Unlike the United States, which has much of its money in liquid securities, Japanese corporates are bracing for the long- haul impact as Thailand, Indonesia, Malaysia and others extricate themselves from crisis.
"Active direct investment by Japanese companies in Asia could weigh against them if economic recovery there is delayed," said Masayuki Kichikawa, senior researcher at Nomura Research Institute.
"They cannot easily flee like securities investors," he said.
The OECD said last Friday the Southeast Asian crisis, triggered by the flotation of the Thai baht on July 2, would cut economic growth in even the major industrialized countries from earlier forecasts, with Japanese growth disproportionately lower.
The crisis is expected to shave 0.1-to-0.2 percentage points off growth rates in the European Union and the United States this year, "twice that in Japan," the Organization for Economic Cooperation and Development's (OECD) chief economist, Ignazio Visco, told a news conference in Paris.
The OECD had forecast in June that Japan's gross domestic product (GDP) would grow 2.3 percent in 1997, and 2.9 percent for 1998.
That was before the Thai crisis.
Japanese car giant Toyota Motor Corp. said recently it would halt production lines at its two main plants in Thailand, putting thousands of workers on to other duties at minimum pay, as it joined a growing band of auto makers hit by the sharp economic downturn in that country.
Capital flows to Asia totaled US$156.8 billion in 1996, according to Nomura Research Institute, based on data from the International Monetary Fund, the Bank of Japan and the US Commerce Department.
The 1996 figure was 1.6 times that of 1993 and 3.6 times that of 1990.
Japan and the United States accounted for about a quarter each of the total capital flows to Asia between 1990 and 1996, but Japanese investment was noticeably focused on direct investment. That accounted for half of Japanese capital flows to the Asian region in 1996, with securities investment coming to 36.4 percent, and loans, deposits and other forms of investment to 13.5 percent.
On the other hand, 45.2 percent of U.S. investment was in securities -- direct investment accounted for 22.0 percent, with other forms at 32.8 percent.
"It may take one or two years for Asia to come out of its bad debt problems and political confusion, but (Japanese) companies can still reap big profits there in the medium-term period," Kichikawa noted.
"Japanese companies may face the need for withdrawal, or plant shutdowns in the worst case," he said, but he added that the gloomiest scenario was "unrealistic" at this stage.
Shigeki Higashi, researcher at Asian Economies Research Institute, said: "It is the long-term strategy of Japanese companies to build production bases in the region.

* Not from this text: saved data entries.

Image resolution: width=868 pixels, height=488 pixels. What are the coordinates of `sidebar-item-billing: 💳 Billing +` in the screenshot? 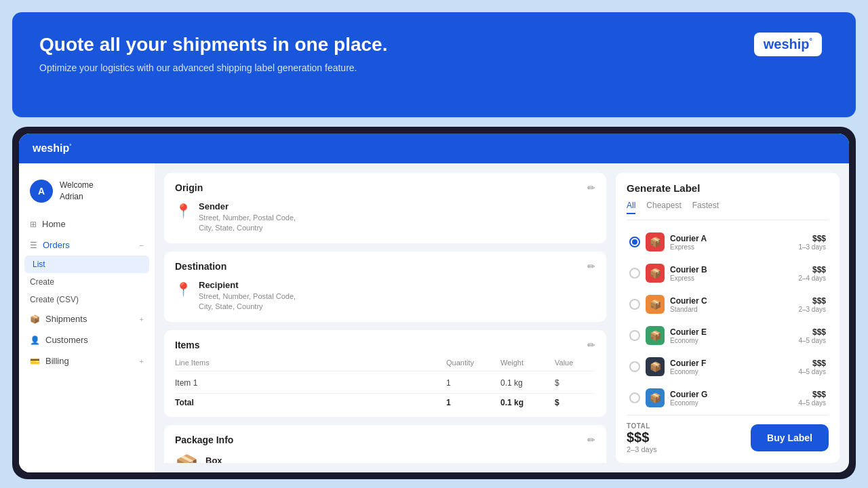 It's located at (87, 361).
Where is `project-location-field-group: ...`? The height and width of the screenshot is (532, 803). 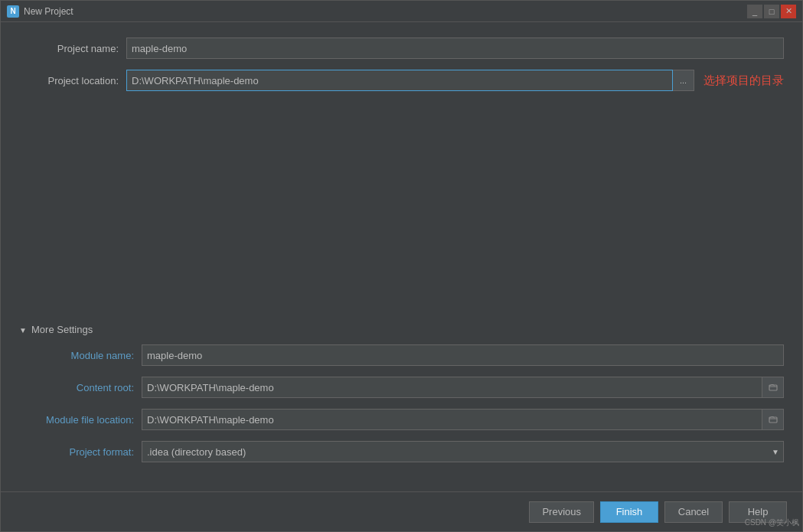 project-location-field-group: ... is located at coordinates (410, 80).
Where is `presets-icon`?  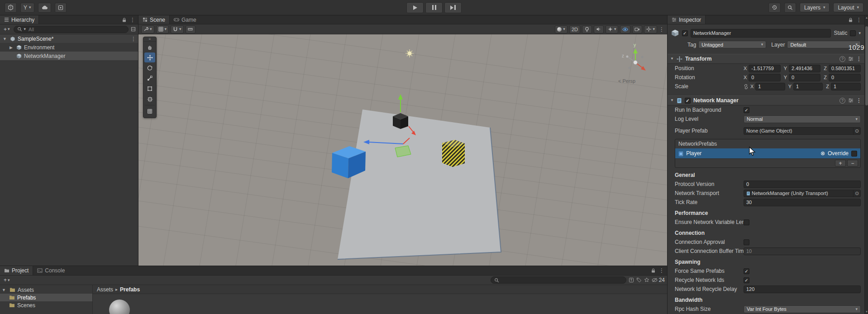
presets-icon is located at coordinates (851, 59).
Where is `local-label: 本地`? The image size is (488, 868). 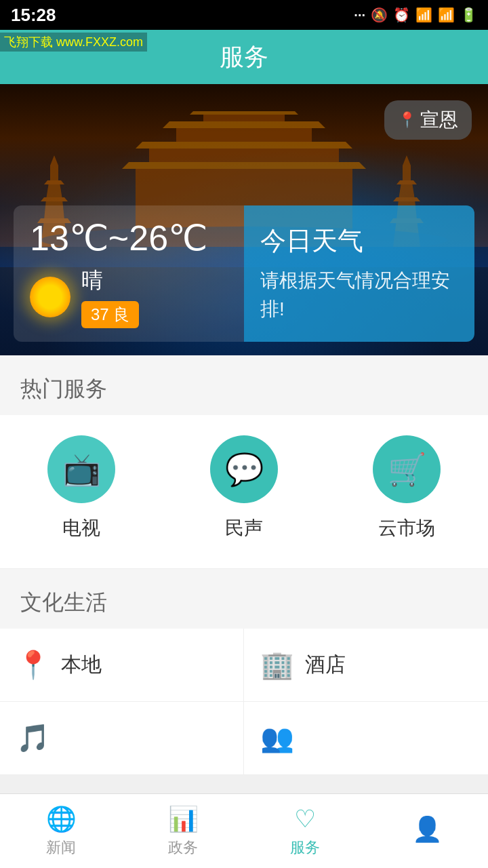
local-label: 本地 is located at coordinates (81, 665).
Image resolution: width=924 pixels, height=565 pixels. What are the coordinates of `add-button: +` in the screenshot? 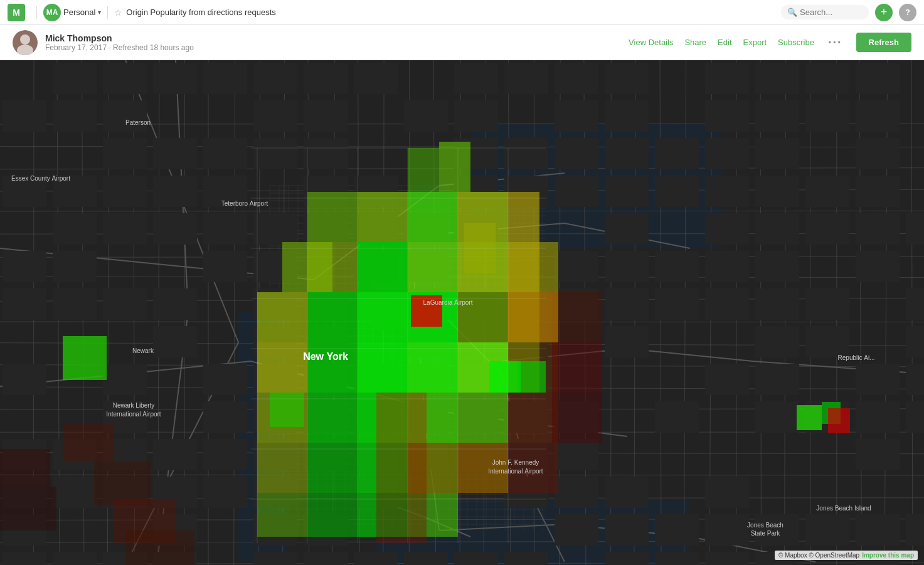 It's located at (884, 13).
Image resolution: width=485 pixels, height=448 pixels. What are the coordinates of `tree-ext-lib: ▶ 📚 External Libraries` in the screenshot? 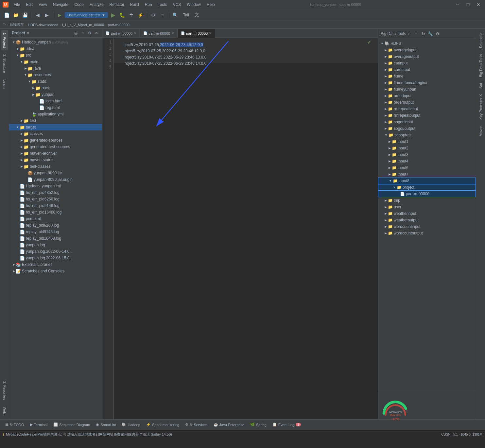 It's located at (56, 265).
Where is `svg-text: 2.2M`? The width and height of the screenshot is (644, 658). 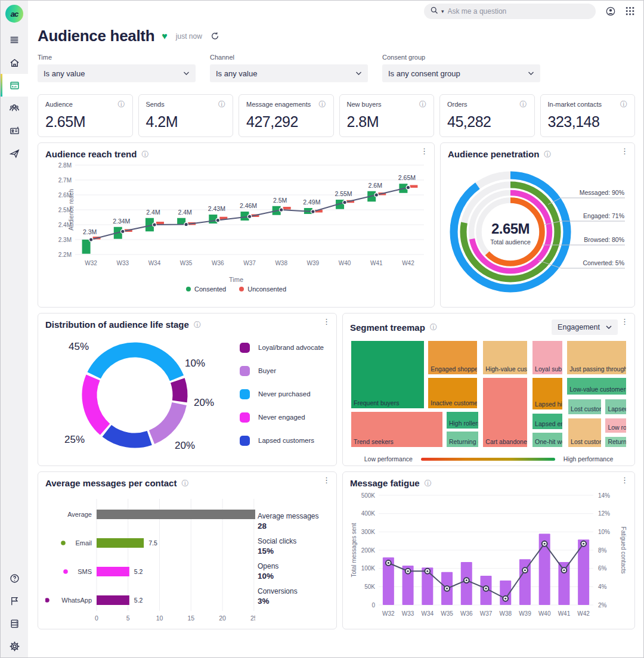 svg-text: 2.2M is located at coordinates (65, 255).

"Lower demand may hit the Japanese firms over a short period of time but they would benefit in the long term," Higashi said.
As the yen shot up to all-time highs against the dollar in 1995, seriously eroding competitiveness, Japanese companies earnestly pushed factory construction and other direct investment in Asia.
According to figures from Thailand's central bank, Japanese net direct investment in the country came to 13.8 billion baht ($363 million) in 1995, far surpassing 6.5 billion baht by the United States.
Masaki Shiroyama, researcher at Nikko Research Center, said U.S. investment focused on financial sectors, largely because U.S. firms were latecomers in setting up manufacturing bases in Asia.
But luck now will depend on which manufacturing sector companies are operating in, he said.
"Automakers and some other Japanese manufacturers that aim at sales in Asia will suffer more than others, such as electrical machinery makers which export products for European and U.S. consumption," Shiroyama said.